Similiter et si filias legitimas unam aut plures, aut filii naturales unum aut plures fuerint habeant legem suam, sicut in hoc edictum legitur. Quia inhumanum et impium nobis videtur, ut pro tali causa exhereditentur filii ab hereditatem patris sui pro eo, quod pater eorum in sinu avi mortuos est, sed ex omnibus ut supra aequalem cum patruis suis in locum patris post mortem avi percipiant portionem.
Likewise also if there were legitimate daughters, one or more, or natural sons, one or more, let them have their rights as is decreed in this edict. Because it seems to us inhuman and impious that for such a cause sons should be disinherited from the inheritance of their father because their father died in the mund of their grandfather. But let them take an equal portion with their uncles of everything in the place of their father.
The continued existence of community in the family property is shown by the fact that, even after the concession made in this clause, during the grandfather’s lifetime everything fell into the common stock and not till a family redivision was made after the grandfather’s death was the new rule admitting the sons’ succession along with their uncles to take effect.
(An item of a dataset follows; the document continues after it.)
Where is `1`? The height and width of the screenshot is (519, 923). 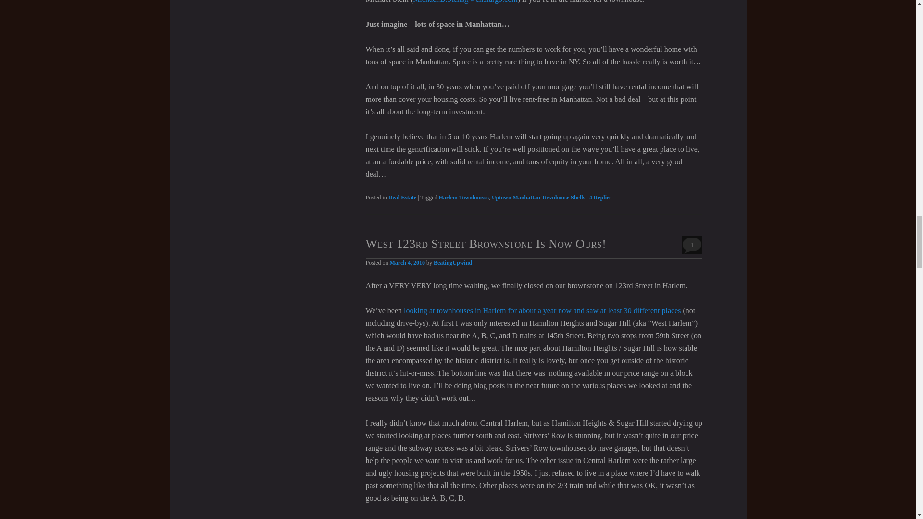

To trace further the survivals of tribal custom in the Lombardic laws would lead us too far afield. The clauses already quoted are sufficient to show a remarkable similarity of custom in the case of tribes once neighbours on the Baltic notwithstanding that they had been widely separated and that there was an interval of five or six centuries between the dates of their laws.
CHAPTER IX.
TRIBAL CUSTOM IN SCOTLAND.
I. TRACES OF TRIBAL CUSTOM IN THE LAWS OF THE EARLY KINGS.
Tribal custom in the ancient laws of Scotland.